Jaroslaw Kozlowski
Jarosław Kozłowski was born in 1945 in Schrimm, Poland. From 1963 to 1969 he studied painting at the State College of Fine Arts (now the University of Arts) in Poznań, where he taught from 1969 and was rector from 1981 to 1987.
In 1972 Kozłowski, together with Andrzej Kostolowski, wrote NETZ - a manifesto that was sent to over 400 international artists with the invitation to get in touch with each other and exchange ideas. Subsequently, projects such as the Fluxus Festival (1977) were created in Galeria Akumulatory 2 (1972 - 1989), founded by Kozłowski, which he also directed and where he organized among others solo exhibitions of Fluxus artists. In 1979 he received a scholarship from the British Council and from 1984-1985 from the DAAD in Berlin. From 1991 to 1993 he was curator of the Gallery and Collection at the Center for Contemporary Art Ujazdowski Castle in Warsaw. Teaching positions have taken him to Adam Mickiewicz University in Poznań, Statens Kunstakademie in Oslo, Norway, Rijksakademie van Beeldende Kunsten in Amsterdam, Netherlands, and Academy Without Walls in Lusaka, Zambia, Africa.
Kozłowski has had numerous solo exhibitions, including 1972 at Foksal Gallery, Warsaw; 1994 at Muzeum Sztuki, Lodz; 1986 at Künstlerhaus Bethanien, Berlin; 2000 at Brno House of Arts, Brno; 2009 at Contemporary Art Bunkier Sztuki, Krakow; and 2012 at Profile Foundation, Warsaw. He was represented at the 8th Sydney Biennale, Australia in 1990 and at the 27th São Paulo Biennale, Brazil in 2006. In 2009, under the title Jarosław Kozłowski. CON - TEXT the writings of the artist werde edited, which prove his years of continuous activity as an author. In 2010, he received the silver medal for "Merits to Culture Gloria Artis. Since 2019, he has been managing and curating the Idea Archive Gallery. Jarosław Kozłowski lives and works in Poznan.
In his work, Kozłowski deals with linguistics as well as the concepts of space and time; for example, when he reinterprets his own artistic practice in order to subsequently revisit and question it in a changed context.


Your reply should be made up of every line in the records below that holds the string "stem".

Data extract
[Start of Attachment]
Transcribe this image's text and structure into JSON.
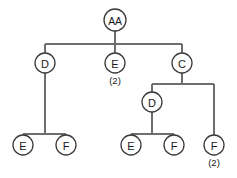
{
  "diagram": {
    "type": "tree",
    "canvas": {
      "width": 237,
      "height": 178,
      "background": "#ffffff"
    },
    "style": {
      "line_color": "#6e6e6e",
      "node_stroke": "#3a3a3a",
      "node_fill": "#ffffff",
      "text_color": "#1a1a1a"
    },
    "nodes": [
      {
        "id": "root",
        "label": "AA",
        "count": "",
        "cx": 115,
        "cy": 20,
        "r": 11,
        "level": 0
      },
      {
        "id": "n-d-left",
        "label": "D",
        "count": "",
        "cx": 45,
        "cy": 63,
        "r": 10,
        "level": 1
      },
      {
        "id": "n-e-mid",
        "label": "E",
        "count": "(2)",
        "cx": 115,
        "cy": 63,
        "r": 10,
        "level": 1
      },
      {
        "id": "n-c-right",
        "label": "C",
        "count": "",
        "cx": 182,
        "cy": 63,
        "r": 10,
        "level": 1
      },
      {
        "id": "n-d-right",
        "label": "D",
        "count": "",
        "cx": 152,
        "cy": 102,
        "r": 10,
        "level": 2
      },
      {
        "id": "n-e-ll",
        "label": "E",
        "count": "",
        "cx": 23,
        "cy": 145,
        "r": 10,
        "level": 3
      },
      {
        "id": "n-f-lr",
        "label": "F",
        "count": "",
        "cx": 66,
        "cy": 145,
        "r": 10,
        "level": 3
      },
      {
        "id": "n-e-rl",
        "label": "E",
        "count": "",
        "cx": 131,
        "cy": 145,
        "r": 10,
        "level": 3
      },
      {
        "id": "n-f-rr",
        "label": "F",
        "count": "",
        "cx": 174,
        "cy": 145,
        "r": 10,
        "level": 3
      },
      {
        "id": "n-f-far",
        "label": "F",
        "count": "(2)",
        "cx": 214,
        "cy": 145,
        "r": 10,
        "level": 3
      }
    ],
    "edges": [
      {
        "id": "e-root-stem",
        "from": "root",
        "to": "bar-1",
        "path": "M 115 31 L 115 44"
      },
      {
        "id": "e-bar-1",
        "from": "bar-1",
        "to": "bar-1",
        "path": "M 45 44 L 182 44"
      },
      {
        "id": "e-bar1-d-left",
        "from": "bar-1",
        "to": "n-d-left",
        "path": "M 45 44 L 45 53"
      },
      {
        "id": "e-bar1-e-mid",
        "from": "bar-1",
        "to": "n-e-mid",
        "path": "M 115 44 L 115 53"
      },
      {
        "id": "e-bar1-c-right",
        "from": "bar-1",
        "to": "n-c-right",
        "path": "M 182 44 L 182 53"
      },
      {
        "id": "e-d-left-stem",
        "from": "n-d-left",
        "to": "bar-2",
        "path": "M 45 73 L 45 134"
      },
      {
        "id": "e-bar-2",
        "from": "bar-2",
        "to": "bar-2",
        "path": "M 23 134 L 66 134"
      },
      {
        "id": "e-bar2-e",
        "from": "bar-2",
        "to": "n-e-ll",
        "path": "M 23 134 L 23 135"
      },
      {
        "id": "e-bar2-f",
        "from": "bar-2",
        "to": "n-f-lr",
        "path": "M 66 134 L 66 135"
      },
      {
        "id": "e-c-stem",
        "from": "n-c-right",
        "to": "bar-3",
        "path": "M 182 73 L 182 84"
      },
      {
        "id": "e-bar-3",
        "from": "bar-3",
        "to": "bar-3",
        "path": "M 152 84 L 214 84"
      },
      {
        "id": "e-bar3-d",
        "from": "bar-3",
        "to": "n-d-right",
        "path": "M 152 84 L 152 92"
      },
      {
        "id": "e-bar3-f-far",
        "from": "bar-3",
        "to": "n-f-far",
        "path": "M 214 84 L 214 135"
      },
      {
        "id": "e-d-right-stem",
        "from": "n-d-right",
        "to": "bar-4",
        "path": "M 152 112 L 152 134"
      },
      {
        "id": "e-bar-4",
        "from": "bar-4",
        "to": "bar-4",
        "path": "M 131 134 L 174 134"
      },
      {
        "id": "e-bar4-e",
        "from": "bar-4",
        "to": "n-e-rl",
        "path": "M 131 134 L 131 135"
      },
      {
        "id": "e-bar4-f",
        "from": "bar-4",
        "to": "n-f-rr",
        "path": "M 174 134 L 174 135"
      }
    ]
  }
}
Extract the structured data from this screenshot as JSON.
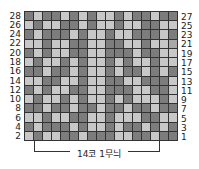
{
  "title": "",
  "left_labels": [
    "28",
    "26",
    "24",
    "22",
    "20",
    "18",
    "16",
    "14",
    "12",
    "10",
    "8",
    "6",
    "4",
    "2"
  ],
  "right_labels": [
    "27",
    "25",
    "23",
    "21",
    "19",
    "17",
    "15",
    "13",
    "11",
    "9",
    "7",
    "5",
    "3",
    "1"
  ],
  "repeat_label": "14코 1무늬",
  "grid": {
    "columns": 17,
    "rows": 14,
    "pattern": [
      "dlddldldlldlddldd",
      "ldllddldlldllddll",
      "dldddldlldlldddld",
      "lldllddllddlldllx",
      "dldllddlldddlddll",
      "ldlldldlldldlldll",
      "ddlddldlldlddldld",
      "llddlldllddlldddl",
      "dldllddlldddllddl",
      "ldlldldlldldllldl",
      "ddlddlddlddlddldd",
      "lldllddlldlllddll",
      "dldddldlldlddldld",
      "ldllddldddllddldd"
    ],
    "colors": {
      "dark": "#7d7d7d",
      "mid": "#a8a8a8",
      "light": "#c8c8c8",
      "line": "#333333"
    }
  }
}
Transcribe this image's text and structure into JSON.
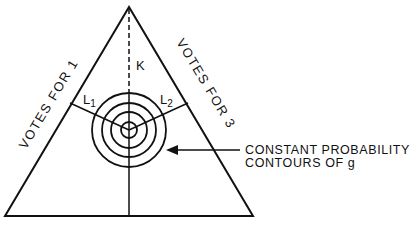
{
  "diagram": {
    "labels": {
      "votes_for_1": "VOTES FOR 1",
      "votes_for_3": "VOTES FOR 3",
      "k": "K",
      "l1_main": "L",
      "l1_sub": "1",
      "l2_main": "L",
      "l2_sub": "2",
      "contour_line1": "CONSTANT PROBABILITY",
      "contour_line2": "CONTOURS OF g"
    },
    "colors": {
      "stroke": "#111111",
      "background": "#ffffff"
    }
  }
}
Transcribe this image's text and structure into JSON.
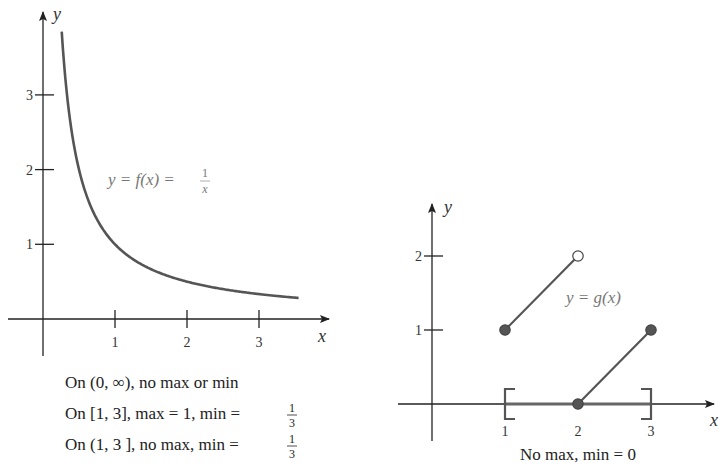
{
  "chart_data": [
    {
      "type": "line",
      "title": "",
      "xlabel": "x",
      "ylabel": "y",
      "xlim": [
        -0.5,
        3.9
      ],
      "ylim": [
        -0.5,
        4.2
      ],
      "x_ticks": [
        1,
        2,
        3
      ],
      "y_ticks": [
        1,
        2,
        3
      ],
      "x_tick_labels": [
        "1",
        "2",
        "3"
      ],
      "y_tick_labels": [
        "1",
        "2",
        "3"
      ],
      "grid": false,
      "series": [
        {
          "name": "f(x) = 1/x",
          "function": "1/x",
          "domain": [
            0.26,
            3.55
          ]
        }
      ],
      "annotation": {
        "lhs": "y = f(x) = ",
        "frac_num": "1",
        "frac_den": "x"
      },
      "captions": [
        {
          "text": "On (0, ∞), no max or min"
        },
        {
          "text": "On [1, 3], max = 1, min = ",
          "frac_num": "1",
          "frac_den": "3"
        },
        {
          "text": "On (1, 3 ], no max, min = ",
          "frac_num": "1",
          "frac_den": "3"
        }
      ]
    },
    {
      "type": "line",
      "title": "",
      "xlabel": "x",
      "ylabel": "y",
      "xlim": [
        -0.5,
        4.2
      ],
      "ylim": [
        -0.55,
        2.6
      ],
      "x_ticks": [
        1,
        2,
        3
      ],
      "y_ticks": [
        1,
        2
      ],
      "x_tick_labels": [
        "1",
        "2",
        "3"
      ],
      "y_tick_labels": [
        "1",
        "2"
      ],
      "grid": false,
      "segments": [
        {
          "name": "segment-1",
          "x": [
            1,
            2
          ],
          "y": [
            1,
            2
          ],
          "start_closed": true,
          "end_closed": false
        },
        {
          "name": "segment-2",
          "x": [
            2,
            3
          ],
          "y": [
            0,
            1
          ],
          "start_closed": true,
          "end_closed": true
        }
      ],
      "interval": {
        "left": 1,
        "right": 3,
        "left_bracket": "[",
        "right_bracket": "]"
      },
      "annotation": "y = g(x)",
      "captions": [
        {
          "text": "No max, min = 0"
        }
      ]
    }
  ],
  "colors": {
    "curve": "#555555",
    "axis": "#222222",
    "point_fill": "#555555",
    "label": "#777777"
  }
}
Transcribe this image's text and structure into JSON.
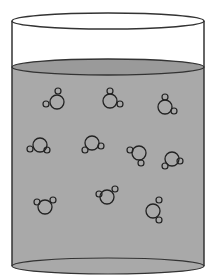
{
  "diagram": {
    "type": "beaker-with-molecules",
    "colors": {
      "background": "#ffffff",
      "outline": "#333333",
      "liquid": "#a9a9a9",
      "liquid_surface": "#9a9a9a",
      "molecule_stroke": "#222222"
    },
    "beaker": {
      "left_x": 12,
      "right_x": 204,
      "top_y": 21,
      "surface_y": 67,
      "bottom_y": 266,
      "ellipse_ry": 8
    },
    "molecules": [
      {
        "center": [
          57,
          102
        ],
        "atoms": [
          [
            58,
            91
          ],
          [
            46,
            104
          ]
        ]
      },
      {
        "center": [
          110,
          101
        ],
        "atoms": [
          [
            110,
            91
          ],
          [
            120,
            104
          ]
        ]
      },
      {
        "center": [
          165,
          107
        ],
        "atoms": [
          [
            165,
            97
          ],
          [
            174,
            111
          ]
        ]
      },
      {
        "center": [
          40,
          145
        ],
        "atoms": [
          [
            30,
            149
          ],
          [
            47,
            150
          ]
        ]
      },
      {
        "center": [
          92,
          143
        ],
        "atoms": [
          [
            85,
            150
          ],
          [
            101,
            146
          ]
        ]
      },
      {
        "center": [
          139,
          153
        ],
        "atoms": [
          [
            130,
            150
          ],
          [
            141,
            163
          ]
        ]
      },
      {
        "center": [
          172,
          159
        ],
        "atoms": [
          [
            165,
            166
          ],
          [
            180,
            161
          ]
        ]
      },
      {
        "center": [
          45,
          207
        ],
        "atoms": [
          [
            37,
            202
          ],
          [
            53,
            200
          ]
        ]
      },
      {
        "center": [
          107,
          197
        ],
        "atoms": [
          [
            99,
            194
          ],
          [
            115,
            189
          ]
        ]
      },
      {
        "center": [
          153,
          211
        ],
        "atoms": [
          [
            159,
            200
          ],
          [
            159,
            220
          ]
        ]
      }
    ],
    "molecule_radius": 7,
    "atom_radius": 3
  }
}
[End of Attachment]
Response area
        "id": "e-root-stem",
        "id": "e-d-left-stem",
        "id": "e-c-stem",
        "id": "e-d-right-stem",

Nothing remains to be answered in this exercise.